I have been using your binary output format for analog channels only. The virtue of your binary format is that I can read 50 million samples in a fraction of a second. Reading CSV data takes much longer. The binary format has provision for recording multiple channels so there wouldn’t be any need to change that format if I just had multiple channels in the same file. The big usability boost to having all the channels in a single file is that there is much less chance that traces will get separated.
Your point about separating digital and analog formats makes pretty fair sense, especially if you are doing run length compression on the digital format.
Now, to your specific questions:
Are you asking for all channels in a single binary file?
All analog channels in a single file, yes.
Are you asking for two files: all digital channels in one file, and all analog channels in another file?
That would be fine. All in one file would be lovely, but I get it that such unification might be tricky. Obviously, a merged file format is trivial since it can just have a header saying what is coming and then concatenate a (possibly empty) multichannel digital file followed by a (possibly empty) multichannel analog file.
What are you trying to do with the merged data?
I am doing phase coherent analog processing, typically spectral processing.
For example, if you wanted to know the state of all digital channels at a specific point in time? are you looking to cross reference the analog signal with the digital signal?

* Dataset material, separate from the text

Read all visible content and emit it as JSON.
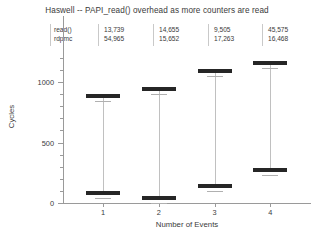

I haven’t tried mixed signal processing yet. That will come and the need will be to look at trigger channels or diagnostic signals relative to analog. For instance, my microcontroller is generating signals at different frequencies. It would be desirable to have a digital channel that I can use to signal when I change frequency (and give the frequency as well) and then look at the corresponding window of analog data. This would allow me to exactly correlate back to what the controller should have sampled for accuracy testing. Right now, that kind of correlation strictly depends on keeping all of the traces together which can be very tricky when I am trying to document test results.
Have you worked with any file formats for data like this that you like, and would like to see us support?
I have worked with gazillions of such formats and none stand out very much other than something like, say, protobuf and CSV. Since the formats are so simple, it is easy enough to write a custom interface (yours took me 10-20 minutes to code in Julia, for instance). Rather than supporting yet another format, it would be nicer if you simply used the format you already have to its potential. Regarding your documentation, there were a few points of ambiguity (the details escape me just now) but a tiny bit of experimentation solved that pretty quickly. Supplying sample code in, say, Julia, Go, C++ and Python would be lovely and would speed things up a bit. I would be happy to contribute to that in Go or Julia.